MACNBR   00242
MUSEO ARGENTINO DE CIENCIAS NATURALES "BERNARDINO RIVADAVIA"
Unidad Ejecutora - UE
artículos
Título:
Wave action limits crowding in an intertidal mussel.
Autor/es:
JORGE L. GUTIÉRREZ; M. GABRIELA PALOMO; MARÍA BAGUR; LORENA P. ARRIBAS
Revista:
MARINE ECOLOGY PROGRESS SERIES
Editorial:
INTER-RESEARCH
Referencias:
Lugar: Oldendorf/Luhe; Año: 2014
ISSN:
0171-8630
Resumen:
Intraspecific competition for space is generally invoked as the chief process limiting crowding in sessile or highly sedentary marine invertebrates. However, it generally remains uninvestigated how high conspecific density induces individual removal or mortality in turn restraining crowding in these organisms.

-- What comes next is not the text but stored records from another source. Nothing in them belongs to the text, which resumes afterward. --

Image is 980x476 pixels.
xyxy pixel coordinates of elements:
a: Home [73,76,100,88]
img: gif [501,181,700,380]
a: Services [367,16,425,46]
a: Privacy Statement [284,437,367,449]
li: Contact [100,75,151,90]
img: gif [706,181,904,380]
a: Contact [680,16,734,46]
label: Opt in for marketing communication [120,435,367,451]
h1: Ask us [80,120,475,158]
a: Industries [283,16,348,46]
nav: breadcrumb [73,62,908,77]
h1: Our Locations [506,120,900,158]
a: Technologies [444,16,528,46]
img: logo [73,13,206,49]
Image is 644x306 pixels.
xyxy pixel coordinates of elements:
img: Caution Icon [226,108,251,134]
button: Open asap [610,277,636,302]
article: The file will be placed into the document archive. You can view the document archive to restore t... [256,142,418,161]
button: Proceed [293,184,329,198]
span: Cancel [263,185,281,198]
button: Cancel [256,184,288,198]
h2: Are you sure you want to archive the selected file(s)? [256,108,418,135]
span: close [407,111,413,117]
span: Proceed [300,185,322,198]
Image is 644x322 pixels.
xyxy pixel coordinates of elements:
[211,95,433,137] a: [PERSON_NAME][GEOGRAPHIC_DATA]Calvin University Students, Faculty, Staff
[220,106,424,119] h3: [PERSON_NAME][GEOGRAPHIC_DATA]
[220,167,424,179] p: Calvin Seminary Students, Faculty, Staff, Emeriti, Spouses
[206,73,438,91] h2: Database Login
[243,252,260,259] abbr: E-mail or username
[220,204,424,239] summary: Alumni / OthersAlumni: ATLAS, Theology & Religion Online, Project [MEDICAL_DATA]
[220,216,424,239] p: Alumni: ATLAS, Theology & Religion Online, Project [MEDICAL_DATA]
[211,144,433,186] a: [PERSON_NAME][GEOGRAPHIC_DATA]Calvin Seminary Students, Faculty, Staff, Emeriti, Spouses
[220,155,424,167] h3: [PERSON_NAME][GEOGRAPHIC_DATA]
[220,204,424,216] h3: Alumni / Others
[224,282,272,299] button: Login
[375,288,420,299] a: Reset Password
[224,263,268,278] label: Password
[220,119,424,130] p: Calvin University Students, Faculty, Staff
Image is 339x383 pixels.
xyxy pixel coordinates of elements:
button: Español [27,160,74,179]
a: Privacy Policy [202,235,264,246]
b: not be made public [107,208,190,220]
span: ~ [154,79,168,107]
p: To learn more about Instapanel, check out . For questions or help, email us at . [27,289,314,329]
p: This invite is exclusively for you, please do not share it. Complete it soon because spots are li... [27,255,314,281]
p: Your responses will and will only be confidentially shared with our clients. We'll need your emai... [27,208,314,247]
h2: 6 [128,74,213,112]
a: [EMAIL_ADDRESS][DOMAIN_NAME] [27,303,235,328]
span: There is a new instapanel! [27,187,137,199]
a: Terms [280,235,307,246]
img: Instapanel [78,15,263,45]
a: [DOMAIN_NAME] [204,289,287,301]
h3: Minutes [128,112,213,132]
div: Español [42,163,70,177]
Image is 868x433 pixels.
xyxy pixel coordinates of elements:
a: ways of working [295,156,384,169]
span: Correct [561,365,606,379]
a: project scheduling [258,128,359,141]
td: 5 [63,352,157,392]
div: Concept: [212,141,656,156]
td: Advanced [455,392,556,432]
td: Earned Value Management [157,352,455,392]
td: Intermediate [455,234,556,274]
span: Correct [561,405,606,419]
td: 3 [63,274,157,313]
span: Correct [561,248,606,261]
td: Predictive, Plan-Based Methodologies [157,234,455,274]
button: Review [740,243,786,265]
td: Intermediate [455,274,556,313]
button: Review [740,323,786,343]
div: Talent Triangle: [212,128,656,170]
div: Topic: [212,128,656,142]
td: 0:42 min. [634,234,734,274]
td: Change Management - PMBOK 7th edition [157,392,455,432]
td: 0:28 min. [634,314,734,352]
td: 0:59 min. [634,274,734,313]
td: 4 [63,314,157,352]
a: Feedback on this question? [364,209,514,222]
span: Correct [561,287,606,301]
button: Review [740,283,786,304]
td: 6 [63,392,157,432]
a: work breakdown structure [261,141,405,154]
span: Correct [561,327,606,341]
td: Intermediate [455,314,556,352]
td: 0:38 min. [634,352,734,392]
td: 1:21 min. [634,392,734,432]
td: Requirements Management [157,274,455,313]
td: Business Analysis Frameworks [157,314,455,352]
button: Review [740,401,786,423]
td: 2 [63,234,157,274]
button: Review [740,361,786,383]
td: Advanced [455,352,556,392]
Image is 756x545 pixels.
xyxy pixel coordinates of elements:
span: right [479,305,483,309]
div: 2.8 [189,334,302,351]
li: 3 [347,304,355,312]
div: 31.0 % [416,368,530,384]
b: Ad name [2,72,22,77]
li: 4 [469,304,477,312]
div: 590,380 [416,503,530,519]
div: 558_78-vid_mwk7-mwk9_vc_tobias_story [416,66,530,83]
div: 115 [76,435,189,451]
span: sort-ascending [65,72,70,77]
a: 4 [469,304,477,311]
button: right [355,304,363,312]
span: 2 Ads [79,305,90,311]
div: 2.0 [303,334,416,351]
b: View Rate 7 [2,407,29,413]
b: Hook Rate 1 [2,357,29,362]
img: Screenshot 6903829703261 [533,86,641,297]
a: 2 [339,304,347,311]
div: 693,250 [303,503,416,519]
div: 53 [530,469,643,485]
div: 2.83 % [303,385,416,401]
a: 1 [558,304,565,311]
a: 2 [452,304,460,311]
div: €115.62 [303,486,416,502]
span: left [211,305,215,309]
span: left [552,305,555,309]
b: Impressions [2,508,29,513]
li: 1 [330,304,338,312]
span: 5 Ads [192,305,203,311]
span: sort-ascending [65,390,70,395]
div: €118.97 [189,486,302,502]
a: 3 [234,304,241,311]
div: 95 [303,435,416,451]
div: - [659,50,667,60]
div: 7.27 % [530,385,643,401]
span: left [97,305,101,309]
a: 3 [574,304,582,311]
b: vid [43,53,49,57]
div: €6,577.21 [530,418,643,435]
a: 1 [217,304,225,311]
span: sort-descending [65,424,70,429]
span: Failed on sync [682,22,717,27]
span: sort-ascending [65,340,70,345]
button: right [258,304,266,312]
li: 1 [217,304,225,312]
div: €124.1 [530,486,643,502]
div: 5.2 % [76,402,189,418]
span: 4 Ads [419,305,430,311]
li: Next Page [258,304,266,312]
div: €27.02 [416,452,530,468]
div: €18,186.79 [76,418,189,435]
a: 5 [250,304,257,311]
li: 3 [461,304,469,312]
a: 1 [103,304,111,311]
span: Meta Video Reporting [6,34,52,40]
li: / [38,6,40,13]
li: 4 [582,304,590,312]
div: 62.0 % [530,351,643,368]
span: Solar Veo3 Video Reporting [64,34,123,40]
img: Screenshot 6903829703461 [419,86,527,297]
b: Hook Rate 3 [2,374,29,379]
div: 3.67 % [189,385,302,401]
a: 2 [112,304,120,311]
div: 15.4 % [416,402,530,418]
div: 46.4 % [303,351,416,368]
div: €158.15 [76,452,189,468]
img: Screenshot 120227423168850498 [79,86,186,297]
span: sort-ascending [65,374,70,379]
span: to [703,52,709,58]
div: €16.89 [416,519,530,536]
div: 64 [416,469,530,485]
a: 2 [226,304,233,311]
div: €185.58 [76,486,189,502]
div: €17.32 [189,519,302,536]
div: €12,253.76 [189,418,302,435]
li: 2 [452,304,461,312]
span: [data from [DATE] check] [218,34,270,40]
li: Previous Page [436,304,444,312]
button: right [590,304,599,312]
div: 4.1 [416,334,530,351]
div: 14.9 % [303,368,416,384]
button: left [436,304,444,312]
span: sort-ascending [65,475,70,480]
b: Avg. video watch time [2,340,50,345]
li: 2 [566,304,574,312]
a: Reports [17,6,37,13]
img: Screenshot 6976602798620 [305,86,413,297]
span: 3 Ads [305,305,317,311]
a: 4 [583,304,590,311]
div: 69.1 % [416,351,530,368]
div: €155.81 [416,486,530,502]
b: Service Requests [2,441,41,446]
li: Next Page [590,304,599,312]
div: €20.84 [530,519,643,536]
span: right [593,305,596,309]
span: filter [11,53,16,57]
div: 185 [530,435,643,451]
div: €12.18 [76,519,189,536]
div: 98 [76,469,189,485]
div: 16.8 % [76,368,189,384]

Here we illustrate that mussel crowding in a Southwestern Atlantic rocky intertidal shore is limited by a combination of wave action and space limitation. Mussel (Brachidontes rodriguezii) beds at this site occur primarily as a single-layer of individuals because wave forces remove multilayered mussel hummocks quickly after they develop. Mussels in hummocks show lower attachment strength than those in the single-layered matrix. Accordingly, wave conditions associated to the passage of cold fronts (i.e., transition zones from warm air to cold air accompanied by moderate to strong winds and wave action; 7-day average recurrence time based on historical weather data) cause detectable mussel dislodgement in a high proportion of hummocks but have virtually no impact on single-layered areas. Since wave action is the proximate cause of mussel dislodgement, upper limits to crowding in this species would not be fixed to a particular level of space occupation (i.e., as predictable from inter-individual interference alone) but variable in space and time depending on wave exposure. This example suggests a mechanism of population control where the impact of a physical factor on population size is larger at higher population density and supports early hypotheses about the occurrence of density-dependent population control by physical factors when the availability of safe sites is limiting.